Tuesday, July 17, 2007

Clement of Alexandria and Sola Scriptura

A Protestant would like us to believe that Clement of Alexandria believed in sola Scriptura. To that end, she has provided (in a post titled, "Early Church Fathers on Sola Scriptura") the following quotation:
But those who are ready to toil in the most excellent pursuits, will not desist from the search after truth, till they get the demonstration from the Scriptures themselves (Stromata, VII, 16).
But at the very outset of the book, Clement writes:
"Thou, therefore, be strong," says Paul, "in the grace that is in Christ Jesus. And the things which thou hast heard of me among many witnesses, the same commit thou to faithful men, who shall be able to teach others also." And again: "Study to show thyself approved unto God, a workman that needeth not to be ashamed, rightly dividing the word of truth" (Stromata, I, 1).
What does he mean by these two quotations?
If, then, both proclaim the Word - the one by writing, the other by speech - are not both then to be approved, making, as they do, faith active by love? (ibid.)
Here, then, Clement shows that both the oral transmission of the truth, and the written transmission of it, are of equal value. Hence Sacred Tradition is by no means to be rejected in favor of Sacred Scripture, even though in some cases Scripture may have greater utility: they both contain the truth.

And more:
Now this work of mine in writing is not artfully constructed for display; but my memoranda are stored up against old age, as a remedy against forgetfulness, truly an image and outline of those vigorous and animated discourses which I was privileged to hear, and of blessed and truly remarkable men.

Of these the one, in Greece, an Ionic; the other in Magna Græcia: the first of these from Cœle-Syria, the second from Egypt, and others in the East. The one was born in the land of Assyria, and the other a Hebrew in Palestine.

When I came upon the last (he was the first in power), having tracked him out concealed in Egypt, I found rest. He, the true, the Sicilian bee, gathering the spoil of the flowers of the prophetic and apostolic meadow, engendered in the souls of his hearers a deathless element of knowledge.

Well, they preserving the tradition of the blessed doctrine derived directly from the holy apostles, Peter, James, John, and Paul, the sons receiving it from the father (but few were like the fathers), came by God’s will to us also to deposit those ancestral and apostolic seeds (ibid.; emphasis added).
What is he saying here? He is saying that he is writing down traditions that he heard from others - others who preserved the tradition of the blessed doctrine derived directly from the holy apostles. Far from denigrating Sacred Tradition, he writes it down to preserve it (not that this is necessary, strictly speaking: for as he noted earlier, If, then, both proclaim the Word - the one by writing, the other by speech - are not both then to be approved, making, as they do, faith active by love?).

And so we see that Clement too accepts the validity of Sacred Tradition.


> _Task goal_: From the records below, copy each line that has the word "will" in it.

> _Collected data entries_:
========================================
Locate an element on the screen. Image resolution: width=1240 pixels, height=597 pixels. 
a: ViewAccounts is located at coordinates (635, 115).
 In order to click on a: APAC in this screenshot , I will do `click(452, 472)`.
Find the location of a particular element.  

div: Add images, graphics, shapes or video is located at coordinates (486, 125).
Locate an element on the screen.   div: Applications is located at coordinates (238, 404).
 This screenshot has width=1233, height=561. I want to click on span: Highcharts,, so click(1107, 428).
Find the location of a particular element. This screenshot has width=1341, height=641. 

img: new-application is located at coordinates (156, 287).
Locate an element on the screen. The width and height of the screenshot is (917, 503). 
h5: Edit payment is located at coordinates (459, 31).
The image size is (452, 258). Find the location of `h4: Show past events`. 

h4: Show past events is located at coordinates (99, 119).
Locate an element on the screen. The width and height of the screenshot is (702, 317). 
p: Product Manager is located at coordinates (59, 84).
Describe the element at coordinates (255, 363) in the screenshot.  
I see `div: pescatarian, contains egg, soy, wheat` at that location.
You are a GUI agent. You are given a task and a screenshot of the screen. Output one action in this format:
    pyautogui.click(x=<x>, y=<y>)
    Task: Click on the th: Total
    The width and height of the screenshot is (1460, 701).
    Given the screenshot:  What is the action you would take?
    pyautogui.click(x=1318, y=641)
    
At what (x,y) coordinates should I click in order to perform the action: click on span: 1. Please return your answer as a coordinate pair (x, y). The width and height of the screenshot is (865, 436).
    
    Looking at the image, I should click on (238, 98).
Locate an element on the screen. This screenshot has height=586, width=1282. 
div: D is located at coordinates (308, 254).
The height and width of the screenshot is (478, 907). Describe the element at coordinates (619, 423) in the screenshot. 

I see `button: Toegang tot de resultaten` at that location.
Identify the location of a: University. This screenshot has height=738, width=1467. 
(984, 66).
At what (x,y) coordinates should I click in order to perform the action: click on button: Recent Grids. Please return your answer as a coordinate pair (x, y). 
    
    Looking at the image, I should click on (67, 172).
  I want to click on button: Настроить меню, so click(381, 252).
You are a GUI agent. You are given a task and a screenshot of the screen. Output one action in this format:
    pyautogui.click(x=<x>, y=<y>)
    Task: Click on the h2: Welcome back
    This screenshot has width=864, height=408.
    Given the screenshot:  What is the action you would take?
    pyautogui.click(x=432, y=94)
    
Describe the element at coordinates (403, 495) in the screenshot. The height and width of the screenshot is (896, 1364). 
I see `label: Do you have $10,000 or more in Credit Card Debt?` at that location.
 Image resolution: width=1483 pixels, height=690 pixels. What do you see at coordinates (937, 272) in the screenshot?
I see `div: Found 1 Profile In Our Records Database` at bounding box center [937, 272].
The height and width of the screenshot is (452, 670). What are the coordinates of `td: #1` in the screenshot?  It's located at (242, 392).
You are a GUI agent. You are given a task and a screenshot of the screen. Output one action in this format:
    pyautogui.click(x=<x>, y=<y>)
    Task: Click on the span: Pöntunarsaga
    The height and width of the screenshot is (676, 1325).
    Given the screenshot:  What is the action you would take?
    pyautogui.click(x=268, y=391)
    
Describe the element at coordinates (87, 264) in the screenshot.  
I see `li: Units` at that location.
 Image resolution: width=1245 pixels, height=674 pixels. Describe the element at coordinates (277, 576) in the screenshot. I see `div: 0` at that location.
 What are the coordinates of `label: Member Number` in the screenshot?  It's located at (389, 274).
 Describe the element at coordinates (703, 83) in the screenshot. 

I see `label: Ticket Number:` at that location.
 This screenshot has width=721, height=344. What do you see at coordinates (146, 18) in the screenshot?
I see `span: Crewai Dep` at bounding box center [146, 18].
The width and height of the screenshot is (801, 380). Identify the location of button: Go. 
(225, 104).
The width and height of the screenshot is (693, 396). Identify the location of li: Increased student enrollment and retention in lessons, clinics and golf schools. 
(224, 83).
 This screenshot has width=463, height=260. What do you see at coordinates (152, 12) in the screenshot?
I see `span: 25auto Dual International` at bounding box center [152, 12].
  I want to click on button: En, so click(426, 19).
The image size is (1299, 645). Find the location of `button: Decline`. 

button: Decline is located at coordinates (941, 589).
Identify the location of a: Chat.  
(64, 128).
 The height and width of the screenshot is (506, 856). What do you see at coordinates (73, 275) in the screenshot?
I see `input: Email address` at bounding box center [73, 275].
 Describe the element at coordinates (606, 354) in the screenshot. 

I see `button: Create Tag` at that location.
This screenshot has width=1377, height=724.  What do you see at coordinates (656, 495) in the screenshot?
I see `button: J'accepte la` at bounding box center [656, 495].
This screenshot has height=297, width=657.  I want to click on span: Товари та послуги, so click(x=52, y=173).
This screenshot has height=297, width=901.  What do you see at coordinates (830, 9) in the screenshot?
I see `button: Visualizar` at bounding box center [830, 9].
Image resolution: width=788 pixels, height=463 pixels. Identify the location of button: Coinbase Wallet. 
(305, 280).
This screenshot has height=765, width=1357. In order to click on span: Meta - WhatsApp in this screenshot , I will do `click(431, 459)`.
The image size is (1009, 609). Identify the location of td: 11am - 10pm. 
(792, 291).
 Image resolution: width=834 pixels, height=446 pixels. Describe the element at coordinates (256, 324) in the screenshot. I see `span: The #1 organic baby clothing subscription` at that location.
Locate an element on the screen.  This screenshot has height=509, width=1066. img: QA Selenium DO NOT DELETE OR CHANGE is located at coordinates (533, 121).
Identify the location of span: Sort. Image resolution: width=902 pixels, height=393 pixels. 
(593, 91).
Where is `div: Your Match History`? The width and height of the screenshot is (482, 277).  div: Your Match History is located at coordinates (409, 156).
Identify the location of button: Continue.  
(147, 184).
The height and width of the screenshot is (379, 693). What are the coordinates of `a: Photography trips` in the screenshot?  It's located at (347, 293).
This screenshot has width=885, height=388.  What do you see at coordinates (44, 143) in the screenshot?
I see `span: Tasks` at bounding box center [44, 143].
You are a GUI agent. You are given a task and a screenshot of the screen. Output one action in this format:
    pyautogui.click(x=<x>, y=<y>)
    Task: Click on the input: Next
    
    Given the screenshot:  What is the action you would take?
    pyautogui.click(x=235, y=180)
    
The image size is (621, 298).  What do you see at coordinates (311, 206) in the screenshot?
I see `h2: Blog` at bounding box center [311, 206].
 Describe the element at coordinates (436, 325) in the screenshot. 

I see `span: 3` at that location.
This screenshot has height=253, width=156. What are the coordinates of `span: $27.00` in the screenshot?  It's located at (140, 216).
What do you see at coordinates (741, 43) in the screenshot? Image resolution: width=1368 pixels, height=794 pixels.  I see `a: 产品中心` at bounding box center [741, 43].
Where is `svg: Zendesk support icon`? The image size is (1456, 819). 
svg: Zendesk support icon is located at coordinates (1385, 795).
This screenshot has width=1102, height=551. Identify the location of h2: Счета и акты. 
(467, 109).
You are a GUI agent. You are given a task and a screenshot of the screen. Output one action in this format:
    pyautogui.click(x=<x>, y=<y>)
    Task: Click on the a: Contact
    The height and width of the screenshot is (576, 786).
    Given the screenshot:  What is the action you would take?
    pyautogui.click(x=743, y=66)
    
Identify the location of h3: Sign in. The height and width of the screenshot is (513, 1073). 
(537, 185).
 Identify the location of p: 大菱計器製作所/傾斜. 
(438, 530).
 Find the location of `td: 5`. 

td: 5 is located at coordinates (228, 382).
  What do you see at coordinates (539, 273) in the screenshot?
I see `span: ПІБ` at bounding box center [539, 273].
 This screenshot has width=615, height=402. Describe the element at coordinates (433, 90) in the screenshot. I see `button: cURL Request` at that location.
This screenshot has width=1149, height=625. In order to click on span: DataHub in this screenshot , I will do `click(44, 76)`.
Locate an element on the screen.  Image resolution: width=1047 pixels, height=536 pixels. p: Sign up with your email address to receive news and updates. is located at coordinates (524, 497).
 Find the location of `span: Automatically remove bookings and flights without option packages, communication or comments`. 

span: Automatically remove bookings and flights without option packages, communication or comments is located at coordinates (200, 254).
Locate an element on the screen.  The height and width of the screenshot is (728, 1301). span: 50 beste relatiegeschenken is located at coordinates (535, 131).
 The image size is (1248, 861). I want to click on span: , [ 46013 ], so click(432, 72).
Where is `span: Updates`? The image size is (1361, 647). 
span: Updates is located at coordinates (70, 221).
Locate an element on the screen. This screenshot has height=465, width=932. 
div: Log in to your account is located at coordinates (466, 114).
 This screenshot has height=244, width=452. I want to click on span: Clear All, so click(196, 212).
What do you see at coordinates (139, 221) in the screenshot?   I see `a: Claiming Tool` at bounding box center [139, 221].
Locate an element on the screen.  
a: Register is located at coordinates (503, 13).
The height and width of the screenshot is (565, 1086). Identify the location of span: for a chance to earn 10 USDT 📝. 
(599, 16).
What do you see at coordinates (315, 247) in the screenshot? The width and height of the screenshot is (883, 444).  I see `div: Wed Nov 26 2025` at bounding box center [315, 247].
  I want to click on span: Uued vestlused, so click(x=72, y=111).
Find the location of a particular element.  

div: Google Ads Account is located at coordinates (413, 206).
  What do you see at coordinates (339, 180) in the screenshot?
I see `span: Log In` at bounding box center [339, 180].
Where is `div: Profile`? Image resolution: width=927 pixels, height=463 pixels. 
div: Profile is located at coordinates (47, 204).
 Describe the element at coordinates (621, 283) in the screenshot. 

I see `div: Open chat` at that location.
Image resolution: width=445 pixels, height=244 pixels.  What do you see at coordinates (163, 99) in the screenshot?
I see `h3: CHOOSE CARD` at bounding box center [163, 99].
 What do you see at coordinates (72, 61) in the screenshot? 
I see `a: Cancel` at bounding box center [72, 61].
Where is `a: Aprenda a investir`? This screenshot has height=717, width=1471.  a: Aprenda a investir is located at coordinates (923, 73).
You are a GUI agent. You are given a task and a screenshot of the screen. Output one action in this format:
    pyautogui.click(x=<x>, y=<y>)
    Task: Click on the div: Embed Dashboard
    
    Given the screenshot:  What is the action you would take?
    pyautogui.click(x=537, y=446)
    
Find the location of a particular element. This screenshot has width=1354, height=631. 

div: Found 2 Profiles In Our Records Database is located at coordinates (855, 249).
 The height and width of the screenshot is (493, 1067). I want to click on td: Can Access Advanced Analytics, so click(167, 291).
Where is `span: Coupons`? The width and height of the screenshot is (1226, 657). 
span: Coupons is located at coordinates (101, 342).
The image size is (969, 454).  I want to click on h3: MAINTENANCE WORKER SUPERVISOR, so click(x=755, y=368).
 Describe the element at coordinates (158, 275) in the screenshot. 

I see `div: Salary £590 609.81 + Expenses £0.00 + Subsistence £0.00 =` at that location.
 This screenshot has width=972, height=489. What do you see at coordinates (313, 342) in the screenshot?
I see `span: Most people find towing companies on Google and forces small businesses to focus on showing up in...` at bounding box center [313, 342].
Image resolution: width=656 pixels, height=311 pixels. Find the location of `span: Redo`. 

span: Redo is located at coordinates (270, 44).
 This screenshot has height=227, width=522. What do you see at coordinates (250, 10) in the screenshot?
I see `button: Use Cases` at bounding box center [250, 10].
========================================
> _Result for this exercise_:
 In order to click on a: APAC in this screenshot , I will do `click(452, 472)`.
This screenshot has height=765, width=1357. In order to click on span: Meta - WhatsApp in this screenshot , I will do `click(431, 459)`.
This screenshot has width=1149, height=625. In order to click on span: DataHub in this screenshot , I will do `click(44, 76)`.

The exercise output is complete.